That’s true, she thought. Jordan seems terribly protective of his employer. And certainly capable of handling any trouble little Lydia could dish out.
The elevator stopped, and Maurice automatically opened the door. His ancient eyes were just about closed.
They hurried to Dr. Hurst’s room. They were surprised to see the door open a crack. Through the slit, the room looked like a mess.
Benchley pushed open the door. The room was a disaster—clothes, books, papers, medical instruments and suitcases were tossed everywhere.
“Looks like a monsoon hit this place,” Dorothy said.
“It did more than hit it,” Benchley said, wide-eyed. “It knocked it into next Tuesday.”
Despite whatever cataclysm had occurred, Dr.
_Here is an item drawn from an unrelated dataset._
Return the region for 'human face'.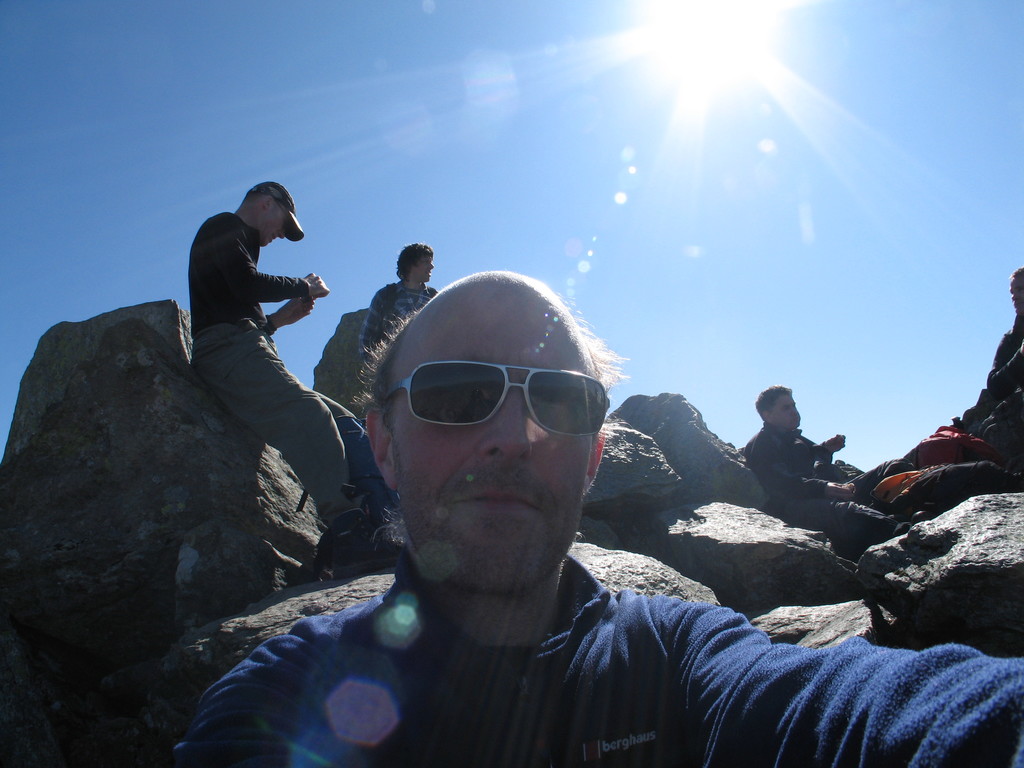
(x1=418, y1=259, x2=438, y2=280).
Hurst still lay in the bed, immobile and undisturbed.
They stepped in carefully, trying not to trip or slip on the debris that covered the floor. Dorothy noticed that there was an open door to an adjacent room. That door hadn’t been open when they had been here before. And there was a body lying in the threshold.
“Look,” she said. “It’s Jordan!”
The man lay on the cluttered floor in the open doorway. His body was twisted and limp like a wrung-out washrag. They hurried to him.
“Is he dead?” she asked.
Benchley bent down and gingerly rolled the body faceup. “Good news. He’s breathing.”